Closed velis74 closed 7 years ago
An additional remark: on the certificate generation page (right at the bottom), there's a warning:
Intermediate Certificates
To use your certificates, you must have the intermediate signing certificate in your system keychain. This is automatically installed by Xcode. However, if you need to reinstall the intermediate signing certificate click the link below:
Worldwide Developer Relations Certificate Authority
I have tried to use this certificate, by manually creating CertificateCredentials:
cred = CertificateCredentials(os.path.join(settings.BASE_DIR, 'ScantronServer', 'ios.cer'),
cert_chain=os.path.join(settings.BASE_DIR, 'ScantronServer', 'AppleWWDRCA.cer'))
but this fails before the "chain" file would be parsed because it first tries to initialise the chain from client certificate.
I also imported this certificate into my computer's certificate store (the Windows one), but that doesn't seem to have any effect.
OK, found out what the problem was: The generated certificate has to be imported into keystore of the computer that generated the .csr. During this import, the private key is supposed to attach to the certificate. Then simply export the certificate into .p12 and finally convert to .pem
openssl pkcs12 -in /path/to/p12/certificate -out /path/to/pem/certificate/export/location -nodes -clcerts
I'm trying to establish this functionality, but failing miserably in certificate initialisation phase:
I have generated a "VoIP Services" certificate. Downloaded it comes in .cer format. I convert it to .pem using OpenSSL:
openssl x509 -inform der -in ios.cer -out ios.pem
Whichever of these two certificates I try to use:
I get a similar error: ssl.SSLError: [SSL] PEM lib (_ssl.c:3288) --> for .cer ssl.SSLError: [SSL] PEM lib (_ssl.c:3309) --> for .pem
The way I see it after much debugging is that the issue is in library trying to validate the entire certificate chain, which it does not have.
Am I generating a wrong certificate type / converting it incorrectly?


__Exercise__
Copy the data that follows, character for character, minus the pictures.

__Dataset rows about figures__
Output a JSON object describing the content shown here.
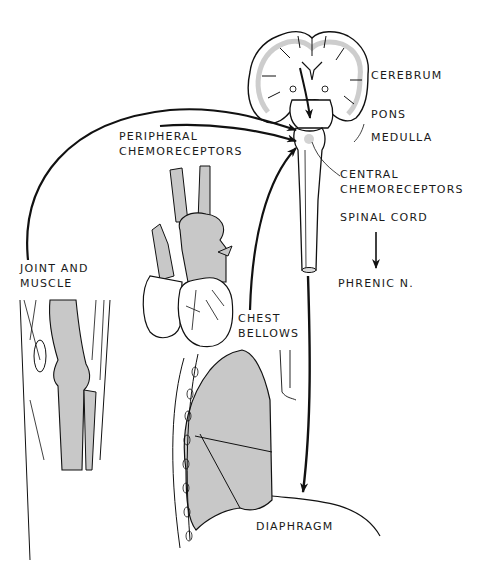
{
  "diagram": {
    "colors": {
      "line": "#111111",
      "fill": "#c8c8c8",
      "background": "#ffffff"
    },
    "labels": {
      "cerebrum": "CEREBRUM",
      "pons": "PONS",
      "medulla": "MEDULLA",
      "central_chemo_1": "CENTRAL",
      "central_chemo_2": "CHEMORECEPTORS",
      "peripheral_chemo_1": "PERIPHERAL",
      "peripheral_chemo_2": "CHEMORECEPTORS",
      "spinal_cord": "SPINAL CORD",
      "phrenic": "PHRENIC N.",
      "joint_1": "JOINT AND",
      "joint_2": "MUSCLE",
      "chest_1": "CHEST",
      "chest_2": "BELLOWS",
      "diaphragm": "DIAPHRAGM"
    },
    "nodes": [
      {
        "id": "cerebrum",
        "label": "CEREBRUM"
      },
      {
        "id": "pons",
        "label": "PONS"
      },
      {
        "id": "medulla",
        "label": "MEDULLA"
      },
      {
        "id": "central_chemoreceptors",
        "label": "CENTRAL CHEMORECEPTORS"
      },
      {
        "id": "peripheral_chemoreceptors",
        "label": "PERIPHERAL CHEMORECEPTORS"
      },
      {
        "id": "joint_muscle",
        "label": "JOINT AND MUSCLE"
      },
      {
        "id": "chest_bellows",
        "label": "CHEST BELLOWS"
      },
      {
        "id": "spinal_cord",
        "label": "SPINAL CORD"
      },
      {
        "id": "phrenic_nerve",
        "label": "PHRENIC N."
      },
      {
        "id": "diaphragm",
        "label": "DIAPHRAGM"
      }
    ],
    "edges": [
      {
        "from": "cerebrum",
        "to": "medulla"
      },
      {
        "from": "joint_muscle",
        "to": "medulla"
      },
      {
        "from": "peripheral_chemoreceptors",
        "to": "medulla"
      },
      {
        "from": "chest_bellows",
        "to": "medulla"
      },
      {
        "from": "medulla",
        "to": "diaphragm"
      },
      {
        "from": "spinal_cord",
        "to": "phrenic_nerve"
      }
    ]
  }
}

__Reply to the exercise__
Output a JSON object describing the content shown here.
{
  "diagram": {
    "colors": {
      "line": "#111111",
      "fill": "#c8c8c8",
      "background": "#ffffff"
    },
    "labels": {
      "cerebrum": "CEREBRUM",
      "pons": "PONS",
      "medulla": "MEDULLA",
      "central_chemo_1": "CENTRAL",
      "central_chemo_2": "CHEMORECEPTORS",
      "peripheral_chemo_1": "PERIPHERAL",
      "peripheral_chemo_2": "CHEMORECEPTORS",
      "spinal_cord": "SPINAL CORD",
      "phrenic": "PHRENIC N.",
      "joint_1": "JOINT AND",
      "joint_2": "MUSCLE",
      "chest_1": "CHEST",
      "chest_2": "BELLOWS",
      "diaphragm": "DIAPHRAGM"
    },
    "nodes": [
      {
        "id": "cerebrum",
        "label": "CEREBRUM"
      },
      {
        "id": "pons",
        "label": "PONS"
      },
      {
        "id": "medulla",
        "label": "MEDULLA"
      },
      {
        "id": "central_chemoreceptors",
        "label": "CENTRAL CHEMORECEPTORS"
      },
      {
        "id": "peripheral_chemoreceptors",
        "label": "PERIPHERAL CHEMORECEPTORS"
      },
      {
        "id": "joint_muscle",
        "label": "JOINT AND MUSCLE"
      },
      {
        "id": "chest_bellows",
        "label": "CHEST BELLOWS"
      },
      {
        "id": "spinal_cord",
        "label": "SPINAL CORD"
      },
      {
        "id": "phrenic_nerve",
        "label": "PHRENIC N."
      },
      {
        "id": "diaphragm",
        "label": "DIAPHRAGM"
      }
    ],
    "edges": [
      {
        "from": "cerebrum",
        "to": "medulla"
      },
      {
        "from": "joint_muscle",
        "to": "medulla"
      },
      {
        "from": "peripheral_chemoreceptors",
        "to": "medulla"
      },
      {
        "from": "chest_bellows",
        "to": "medulla"
      },
      {
        "from": "medulla",
        "to": "diaphragm"
      },
      {
        "from": "spinal_cord",
        "to": "phrenic_nerve"
      }
    ]
  }
}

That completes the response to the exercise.